Eduardo Valfierno was an Argentinean scammer who stole the Mona Lisa and paid a skilled art forger to make copies of the masterpiece. Valfierno paid Vincenzo Peruggio, an employee of the Louvre Museum, to steal the Mona Lisa. He didn’t intend to sell the original painting and only wanted to make it disappear so buyers who bought a copy would believe that they had the original. Peruggio was caught trying to steal the original painting and denied that he knew Valfierno.

2. Lou Herbert Blonger


Lou Blonger was a mining speculator, saloonkeeper and a con man. As his crime gang grew bigger, he no longer worked in the saloon and styled himself as a mining magnate.

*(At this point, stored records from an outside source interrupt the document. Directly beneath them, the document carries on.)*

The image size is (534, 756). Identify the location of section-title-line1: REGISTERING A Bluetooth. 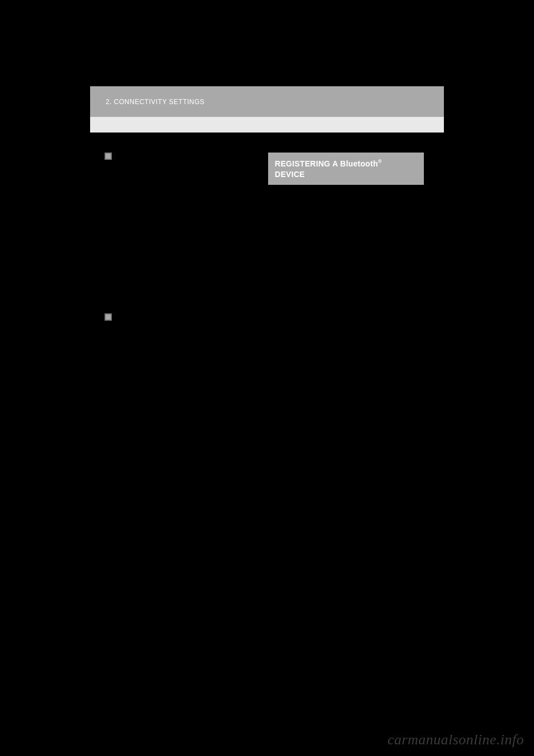
(327, 164). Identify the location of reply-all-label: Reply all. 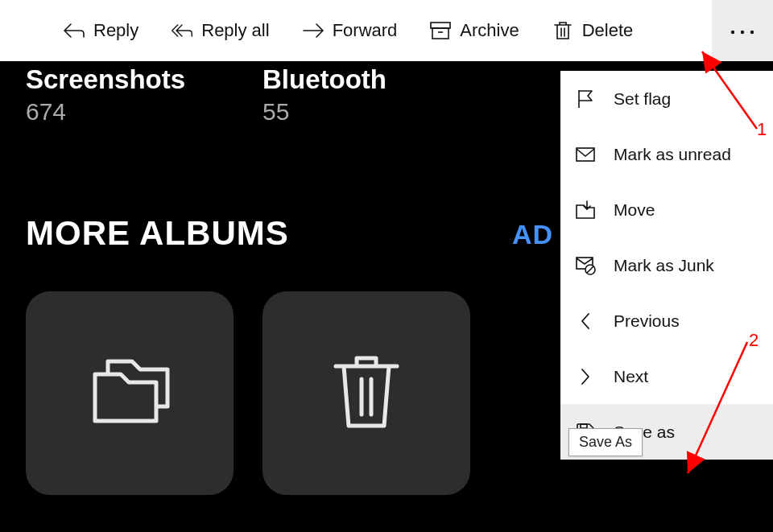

From his headquarters at the American National Bank building, his crime gang was untouched by local police. Blonger always cultivated the image of a model citizen, while continuing to bribe law enforcement officials and to schmooze public officials. Blonger was incarcerated in the Colorado State Penitentiary and died there on 1924.

1. Charles Ponzi


Charles Ponzi is an Italian-born scammer who specialized in finance-related frauds. The term “Ponzi scheme” is coined from his illegal activities and today, it is used to describe any scam that requires victims to pay in advance for a fake investment plan. Ponzi promised his victims a whopping 50 percent profit in less than two months. In 1920, he managed to collect $420,000 or $4.6 million in 2008 terms. Ponzi spent his last years in poverty and died in a charity hospital.